EDITOR’S NOTE: This is a follow-up to a story on the NCS 5 Good Things podcast. For extra uplifting tales like this one, pay attention wherever you get your podcasts — new episodes drop each Saturday.
Jeff Robertson didn’t take Halloween decorations significantly till 2020, when he wished to make his kids smile through the pandemic.
Every 12 months since, his yard in Holly Springs, North Carolina — and lots of extra throughout the nation –— has been filled with plastic skeletons of all sizes for a haunting however heartwarming trigger, elevating more than $1 million for St. Jude Children’s Research Hospital.
That first 12 months, with his home windows boarded up, the show’s theme was a home underneath assault by what Robertson referred to as a “skeleton army” scaling the partitions.

When a native information crew lined it, the 54-year-old father of two and Army veteran noticed a probability to do greater than entertain.
“I asked my kids how we could use that attention to help others,” he informed NCS. “My son and daughter said, ‘Hey, let’s help St. Jude. We want to help sick children get out of the hospital so they can see all these neat Halloween decorations.’”
So the household printed a easy signal on their entrance yard that stated partly: If you want what you see, be at liberty to donate to St. Jude – a main kids’s hospital for kids with cancer and different ailments.
Within days, Robertson stated a automobile pulled up with an emotional couple and their younger daughter within the backseat. The tearful father informed Robertson that they’re a St. Jude household and wished to thank him for elevating cash for pay for therapy for households like them.
Robertson didn’t get their names and so they by no means noticed one another once more. But that encounter modified every thing for him.
“I’d been looking for purpose after retiring from the service,” he stated. “This little girl was going through such a tough time, but she saw these goofy plastic skeletons in my yard, it put her in an awesome place.”
The household raised over $8,000 in 2020 – and the following 12 months, Robertson created a Facebook group referred to as Skeletons for St. Jude to unfold the thought nationwide.
This spooky season, the group has greater than 5,000 members, and over 1,000 accomplice properties throughout the nation have joined the trigger and raised funds. On October 21, they formally hit the $1 million mark.
Robertson’s neighborhood in North Carolina appears ahead to his epic show yearly with scores of holiday makers stopping by each day all month lengthy to soak within the skeleton spectacle.
Massive Halloween show helps elevate over $1M for charity
It takes Robertson a complete 12 months to plan the theme and construct new props. He’s amassed 100 or so toy skeletons that he retains in storage, and he provides onto the show each day till Halloween — so there’s at all times one thing new for guests to see.
This October, skeletons are crusing on a 25-foot phantom pirate ship that Robertson has positioned so it seems to have crashed by means of the primary and second tales of his home.
“The real focus isn’t on me,” Robertson stated. “It’s on the thousands of people giving five or ten dollars here and there. That’s what made this a success.”
Robertson is grateful understanding this cash will assist households concentrate on getting their kids higher. And he says these households are motivating him to lift one other $1 million in half the time.
Correction:
A earlier model of this text incorrectly recognized the army department during which Jeff Robertson served.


■ Activity: Which lines of the records below contain the word "type"? Report each of them in full.

(Extracted data entries)
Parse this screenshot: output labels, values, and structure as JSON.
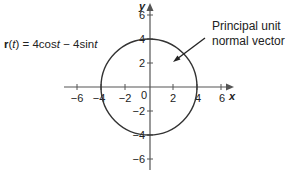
{
  "figure": {
    "equation": {
      "bold": "r",
      "open": "(",
      "var": "t",
      "close": ") = 4cos",
      "var2": "t",
      "mid": " − 4sin",
      "var3": "t"
    },
    "callout": {
      "line1": "Principal unit",
      "line2": "normal vector"
    },
    "axes": {
      "x_label": "x",
      "y_label": "y",
      "origin_label": "0",
      "x_ticks": [
        "−6",
        "−4",
        "−2",
        "2",
        "4",
        "6"
      ],
      "y_ticks": [
        "6",
        "4",
        "2",
        "−2",
        "−4",
        "−6"
      ]
    },
    "circle": {
      "center": [
        0,
        0
      ],
      "radius": 4
    },
    "colors": {
      "curve": "#333333",
      "axes": "#555555",
      "text": "#222222"
    }
  }
}
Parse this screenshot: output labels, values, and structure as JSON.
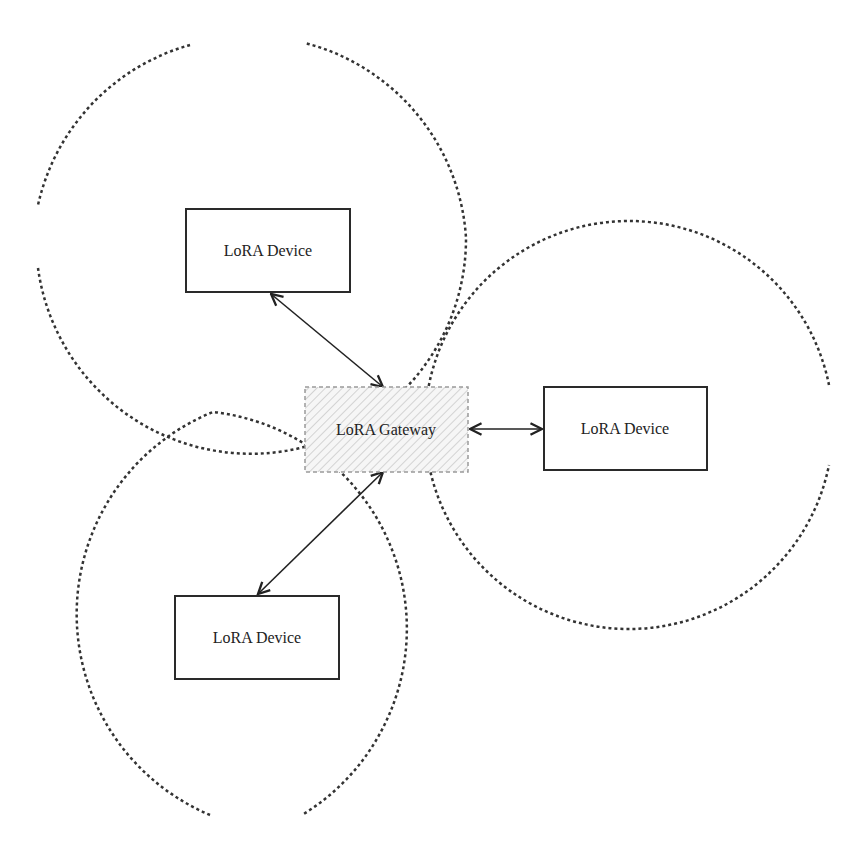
{
  "diagram": {
    "type": "network-topology",
    "gateway": {
      "label": "LoRA Gateway",
      "x": 305,
      "y": 387,
      "w": 163,
      "h": 85
    },
    "devices": [
      {
        "id": "device-top-left",
        "label": "LoRA Device",
        "x": 186,
        "y": 209,
        "w": 164,
        "h": 83
      },
      {
        "id": "device-right",
        "label": "LoRA Device",
        "x": 544,
        "y": 387,
        "w": 163,
        "h": 83
      },
      {
        "id": "device-bottom-left",
        "label": "LoRA Device",
        "x": 175,
        "y": 596,
        "w": 164,
        "h": 83
      }
    ],
    "coverage_ranges": [
      {
        "id": "range-top-left",
        "cx": 251,
        "cy": 237,
        "r": 215
      },
      {
        "id": "range-bottom-left",
        "cx": 257,
        "cy": 625,
        "r": 218
      },
      {
        "id": "range-right",
        "cx": 626,
        "cy": 428,
        "r": 204
      }
    ],
    "links": [
      {
        "id": "link-top-left",
        "from": "gateway",
        "to": "device-top-left",
        "bidirectional": true
      },
      {
        "id": "link-right",
        "from": "gateway",
        "to": "device-right",
        "bidirectional": true
      },
      {
        "id": "link-bottom-left",
        "from": "gateway",
        "to": "device-bottom-left",
        "bidirectional": true
      }
    ],
    "colors": {
      "stroke": "#222222",
      "range_stroke": "#333333",
      "gateway_border": "#9a9a9a",
      "gateway_hatch": "#c8c8c8",
      "background": "#ffffff"
    }
  }
}
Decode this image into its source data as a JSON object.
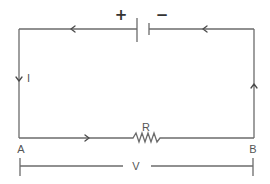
{
  "diagram": {
    "type": "electric-circuit",
    "labels": {
      "battery_positive": "+",
      "battery_negative": "−",
      "current": "I",
      "resistor": "R",
      "node_a": "A",
      "node_b": "B",
      "voltage": "V"
    },
    "components": [
      {
        "type": "battery",
        "position": "top",
        "positive_side": "left"
      },
      {
        "type": "resistor",
        "label": "R",
        "position": "bottom"
      }
    ],
    "current_direction": "clockwise-from-battery-positive: top wire leftward, left wire downward, bottom wire rightward, right wire upward",
    "colors": {
      "wire": "#6b6b6b",
      "text": "#555555",
      "background": "#ffffff"
    }
  }
}
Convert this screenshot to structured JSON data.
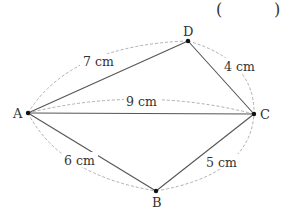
{
  "answer_blank": {
    "open": "(",
    "close": ")"
  },
  "vertices": [
    {
      "id": "A",
      "label": "A",
      "x": 28,
      "y": 113
    },
    {
      "id": "D",
      "label": "D",
      "x": 188,
      "y": 41
    },
    {
      "id": "C",
      "label": "C",
      "x": 254,
      "y": 114
    },
    {
      "id": "B",
      "label": "B",
      "x": 156,
      "y": 191
    }
  ],
  "edges": [
    {
      "from": "A",
      "to": "D",
      "length": "7 cm"
    },
    {
      "from": "D",
      "to": "C",
      "length": "4 cm"
    },
    {
      "from": "A",
      "to": "C",
      "length": "9 cm"
    },
    {
      "from": "A",
      "to": "B",
      "length": "6 cm"
    },
    {
      "from": "B",
      "to": "C",
      "length": "5 cm"
    }
  ],
  "colors": {
    "line": "#555555",
    "dashed": "#999999",
    "text": "#333333",
    "point": "#111111"
  }
}
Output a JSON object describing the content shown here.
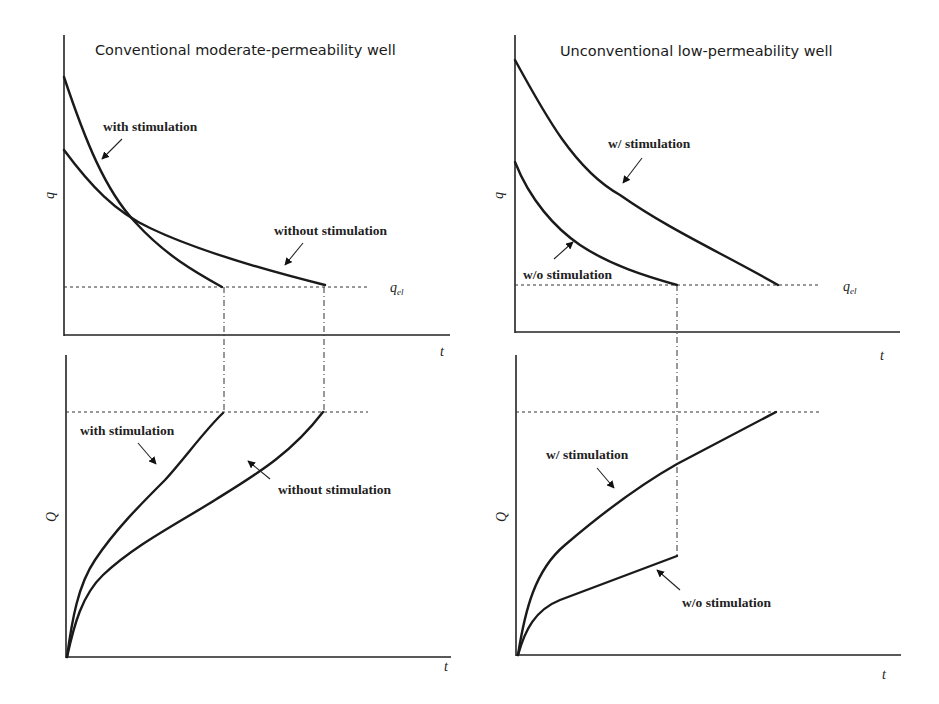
{
  "panels": {
    "top_left": {
      "title": "Conventional moderate-permeability well",
      "y_label": "q",
      "x_label": "t",
      "threshold_label": "q",
      "threshold_sub": "el",
      "curves": {
        "with": "with stimulation",
        "without": "without stimulation"
      }
    },
    "top_right": {
      "title": "Unconventional low-permeability well",
      "y_label": "q",
      "x_label": "t",
      "threshold_label": "q",
      "threshold_sub": "el",
      "curves": {
        "with": "w/ stimulation",
        "without": "w/o stimulation"
      }
    },
    "bottom_left": {
      "y_label": "Q",
      "x_label": "t",
      "curves": {
        "with": "with stimulation",
        "without": "without stimulation"
      }
    },
    "bottom_right": {
      "y_label": "Q",
      "x_label": "t",
      "curves": {
        "with": "w/ stimulation",
        "without": "w/o stimulation"
      }
    }
  },
  "colors": {
    "curve": "#1a1a1a",
    "background": "#ffffff"
  }
}
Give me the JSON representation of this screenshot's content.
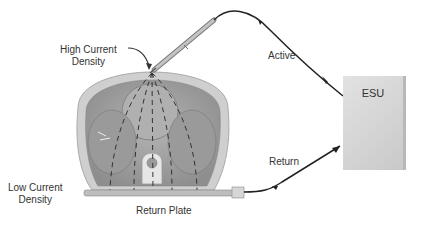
{
  "diagram": {
    "labels": {
      "high_current": [
        "High Current",
        "Density"
      ],
      "low_current": [
        "Low Current",
        "Density"
      ],
      "return_plate": "Return Plate",
      "active": "Active",
      "return": "Return",
      "esu": "ESU"
    },
    "colors": {
      "body_outer": "#c8c8c8",
      "body_inner": "#a9a9a9",
      "wire": "#222222",
      "esu_box": "#d4d4d4"
    }
  }
}
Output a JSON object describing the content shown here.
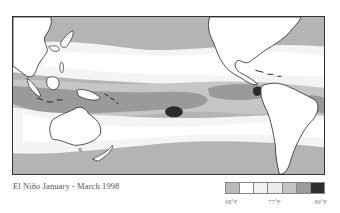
{
  "caption": "El Niño January - March 1998",
  "legend": {
    "swatch_colors": [
      "#b9b9b9",
      "#ffffff",
      "#f2f2f2",
      "#ececec",
      "#c4c4c4",
      "#9c9c9c",
      "#2e2e2e"
    ],
    "labels": [
      "68°F",
      "77°F",
      "86°F"
    ]
  },
  "map": {
    "description": "Pacific Ocean sea surface temperature during El Niño, showing Asia, Australia, and the Americas",
    "band_colors": {
      "cool": "#b4b4b4",
      "light": "#f4f4f4",
      "white": "#ffffff",
      "mid": "#c6c6c6",
      "warm": "#9a9a9a",
      "hottest": "#2b2b2b",
      "land": "#ffffff",
      "coast": "#222222"
    }
  }
}
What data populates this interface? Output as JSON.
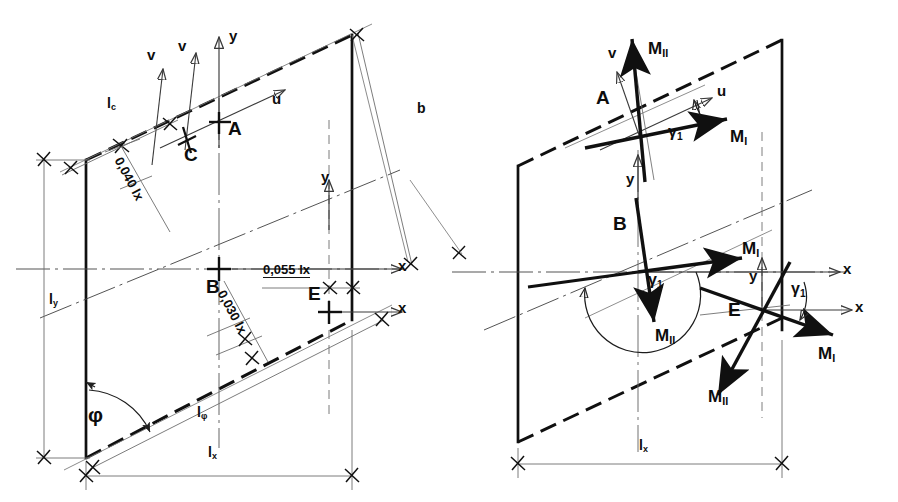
{
  "figure": {
    "ink_color": "#101010",
    "thin_color": "#6e6e6e"
  },
  "left_diagram": {
    "name": "geometry-and-axes",
    "points": [
      {
        "key": "A",
        "label": "A"
      },
      {
        "key": "C",
        "label": "C"
      },
      {
        "key": "B",
        "label": "B"
      },
      {
        "key": "E",
        "label": "E"
      }
    ],
    "axis_labels": {
      "v_outer": "v",
      "v_inner": "v",
      "y_top": "y",
      "u": "u",
      "x_mid": "x",
      "y_right": "y",
      "x_right": "x"
    },
    "dimensions": [
      {
        "key": "lc",
        "label": "l",
        "sub": "c"
      },
      {
        "key": "b",
        "label": "b",
        "sub": ""
      },
      {
        "key": "ly",
        "label": "l",
        "sub": "y"
      },
      {
        "key": "lphi",
        "label": "l",
        "sub": "φ"
      },
      {
        "key": "lx",
        "label": "l",
        "sub": "x"
      }
    ],
    "offsets": [
      {
        "key": "off_040",
        "label": "0,040 lx"
      },
      {
        "key": "off_055",
        "label": "0,055 lx"
      },
      {
        "key": "off_030",
        "label": "0,030 lx"
      }
    ],
    "angle": {
      "key": "phi",
      "label": "φ"
    }
  },
  "right_diagram": {
    "name": "principal-moment-directions",
    "points": [
      {
        "key": "A",
        "label": "A"
      },
      {
        "key": "B",
        "label": "B"
      },
      {
        "key": "E",
        "label": "E"
      }
    ],
    "axis_labels": {
      "v": "v",
      "u": "u",
      "y_A": "y",
      "x_B": "x",
      "y_E": "y",
      "x_E": "x"
    },
    "moments": [
      {
        "key": "A_MII",
        "label": "M",
        "sub": "II"
      },
      {
        "key": "A_MI",
        "label": "M",
        "sub": "I"
      },
      {
        "key": "B_MI",
        "label": "M",
        "sub": "I"
      },
      {
        "key": "B_MII",
        "label": "M",
        "sub": "II"
      },
      {
        "key": "E_MI",
        "label": "M",
        "sub": "I"
      },
      {
        "key": "E_MII",
        "label": "M",
        "sub": "II"
      }
    ],
    "angles": [
      {
        "key": "gamma_A",
        "label": "γ",
        "sub": "1"
      },
      {
        "key": "gamma_B",
        "label": "γ",
        "sub": "1"
      },
      {
        "key": "gamma_E",
        "label": "γ",
        "sub": "1"
      }
    ],
    "dimensions": [
      {
        "key": "lx",
        "label": "l",
        "sub": "x"
      }
    ]
  }
}
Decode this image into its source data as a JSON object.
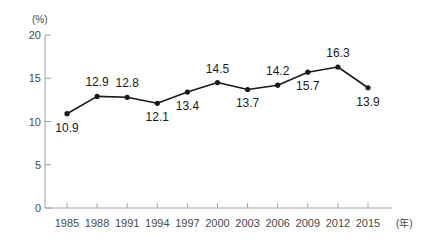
{
  "chart_data": {
    "type": "line",
    "title": "",
    "xlabel": "(年)",
    "ylabel": "(%)",
    "categories": [
      "1985",
      "1988",
      "1991",
      "1994",
      "1997",
      "2000",
      "2003",
      "2006",
      "2009",
      "2012",
      "2015"
    ],
    "values": [
      10.9,
      12.9,
      12.8,
      12.1,
      13.4,
      14.5,
      13.7,
      14.2,
      15.7,
      16.3,
      13.9
    ],
    "point_labels": [
      "10.9",
      "12.9",
      "12.8",
      "12.1",
      "13.4",
      "14.5",
      "13.7",
      "14.2",
      "15.7",
      "16.3",
      "13.9"
    ],
    "label_positions": [
      "below",
      "above",
      "above",
      "below",
      "below",
      "above",
      "below",
      "above",
      "below",
      "above",
      "below"
    ],
    "ylim": [
      0,
      20
    ],
    "yticks": [
      0,
      5,
      10,
      15,
      20
    ],
    "ytick_labels": [
      "0",
      "5",
      "10",
      "15",
      "20"
    ],
    "grid": false,
    "legend": "none",
    "series_color": "#1a1a1a",
    "axis_color": "#a0a0a0",
    "label_color": "#1a1a1a",
    "tick_label_color": "#4a4a4a",
    "background_color": "#ffffff"
  }
}
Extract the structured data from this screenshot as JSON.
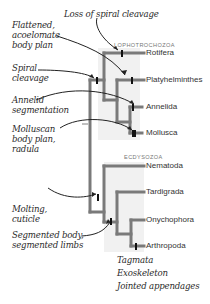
{
  "diagram": {
    "type": "phylogenetic-tree",
    "clades": [
      {
        "label": "LOPHOTROCHOZOA",
        "taxa": [
          "Rotifera",
          "Platyhelminthes",
          "Annelida",
          "Mollusca"
        ]
      },
      {
        "label": "ECDYSOZOA",
        "taxa": [
          "Nematoda",
          "Tardigrada",
          "Onychophora",
          "Arthropoda"
        ]
      }
    ],
    "taxa": [
      "Rotifera",
      "Platyhelminthes",
      "Annelida",
      "Mollusca",
      "Nematoda",
      "Tardigrada",
      "Onychophora",
      "Arthropoda"
    ],
    "annotations": {
      "flattened": [
        "Flattened,",
        "acoelomate",
        "body plan"
      ],
      "loss_spiral": "Loss of spiral cleavage",
      "spiral": [
        "Spiral",
        "cleavage"
      ],
      "annelid": [
        "Annelid",
        "segmentation"
      ],
      "molluscan": [
        "Molluscan",
        "body plan,",
        "radula"
      ],
      "molting": [
        "Molting,",
        "cuticle"
      ],
      "segmented": [
        "Segmented body,",
        "segmented limbs"
      ],
      "arthropod": [
        "Tagmata",
        "Exoskeleton",
        "Jointed appendages"
      ]
    },
    "colors": {
      "branch": "#7a7a7a",
      "shade": "#f1f1f1",
      "marker": "#111111",
      "text": "#2b2b2b"
    }
  }
}
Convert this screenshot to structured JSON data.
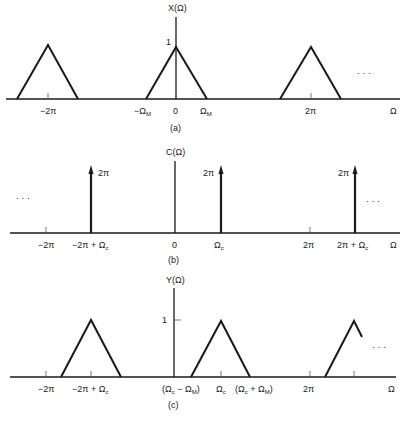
{
  "panels": {
    "a": {
      "caption": "(a)",
      "ylabel": "X(Ω)",
      "peak_label": "1",
      "xaxis_label": "Ω",
      "ellipsis": "· · ·",
      "ticks": {
        "neg2pi": "−2π",
        "negOmegaM": "−Ω",
        "negOmegaM_sub": "M",
        "zero": "0",
        "omegaM": "Ω",
        "omegaM_sub": "M",
        "twopi": "2π"
      }
    },
    "b": {
      "caption": "(b)",
      "ylabel": "C(Ω)",
      "xaxis_label": "Ω",
      "ellipsis_left": "· · ·",
      "ellipsis_right": "· · ·",
      "impulse_label": "2π",
      "ticks": {
        "neg2pi": "−2π",
        "neg2pi_plus_omegac": "−2π + Ω",
        "c_sub": "c",
        "zero": "0",
        "omegac": "Ω",
        "twopi": "2π",
        "twopi_plus_omegac": "2π + Ω"
      }
    },
    "c": {
      "caption": "(c)",
      "ylabel": "Y(Ω)",
      "peak_label": "1",
      "xaxis_label": "Ω",
      "ellipsis": "· · ·",
      "ticks": {
        "neg2pi": "−2π",
        "neg2pi_plus_omegac": "−2π + Ω",
        "c_sub": "c",
        "M_sub": "M",
        "omegac_minus_omegaM_open": "(Ω",
        "minus": " − Ω",
        "close": ")",
        "omegac": "Ω",
        "omegac_plus_omegaM_open": "(Ω",
        "plus": " + Ω",
        "twopi": "2π"
      }
    }
  }
}
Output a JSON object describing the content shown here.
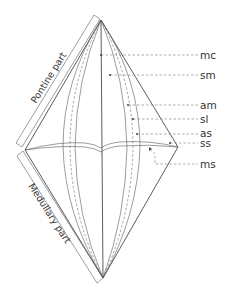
{
  "diagram": {
    "parts": {
      "upper": "Pontine part",
      "lower": "Medullary part"
    },
    "labels": [
      {
        "id": "mc",
        "text": "mc",
        "y": 55
      },
      {
        "id": "sm",
        "text": "sm",
        "y": 75
      },
      {
        "id": "am",
        "text": "am",
        "y": 105
      },
      {
        "id": "sl",
        "text": "sl",
        "y": 119
      },
      {
        "id": "as",
        "text": "as",
        "y": 134
      },
      {
        "id": "ss",
        "text": "ss",
        "y": 143
      },
      {
        "id": "ms",
        "text": "ms",
        "y": 164
      }
    ],
    "colors": {
      "line": "#4a4a4a",
      "background": "#ffffff"
    }
  }
}
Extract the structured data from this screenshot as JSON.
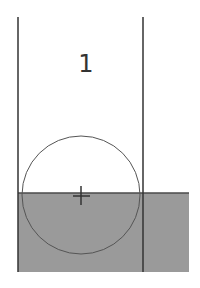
{
  "diagram": {
    "label": "1",
    "colors": {
      "lines": "#3a3a3a",
      "fill": "#9a9a9a",
      "background": "#ffffff"
    }
  }
}
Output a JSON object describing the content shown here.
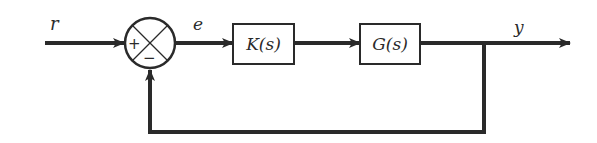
{
  "diagram": {
    "type": "feedback-control-block-diagram",
    "signals": {
      "reference": "r",
      "error": "e",
      "output": "y"
    },
    "summing_junction": {
      "plus_sign": "+",
      "minus_sign": "−"
    },
    "blocks": [
      {
        "id": "controller",
        "label": "K(s)"
      },
      {
        "id": "plant",
        "label": "G(s)"
      }
    ],
    "colors": {
      "line": "#2a2a2a",
      "background": "#ffffff"
    }
  }
}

■ Exercise response:
    "type": "network-topology",
    "type": "electric-circuit",
        "type": "battery",
        "type": "resistor",
    "type": "line",
    "type": "phylogenetic-tree",
    "type": "feedback-control-block-diagram",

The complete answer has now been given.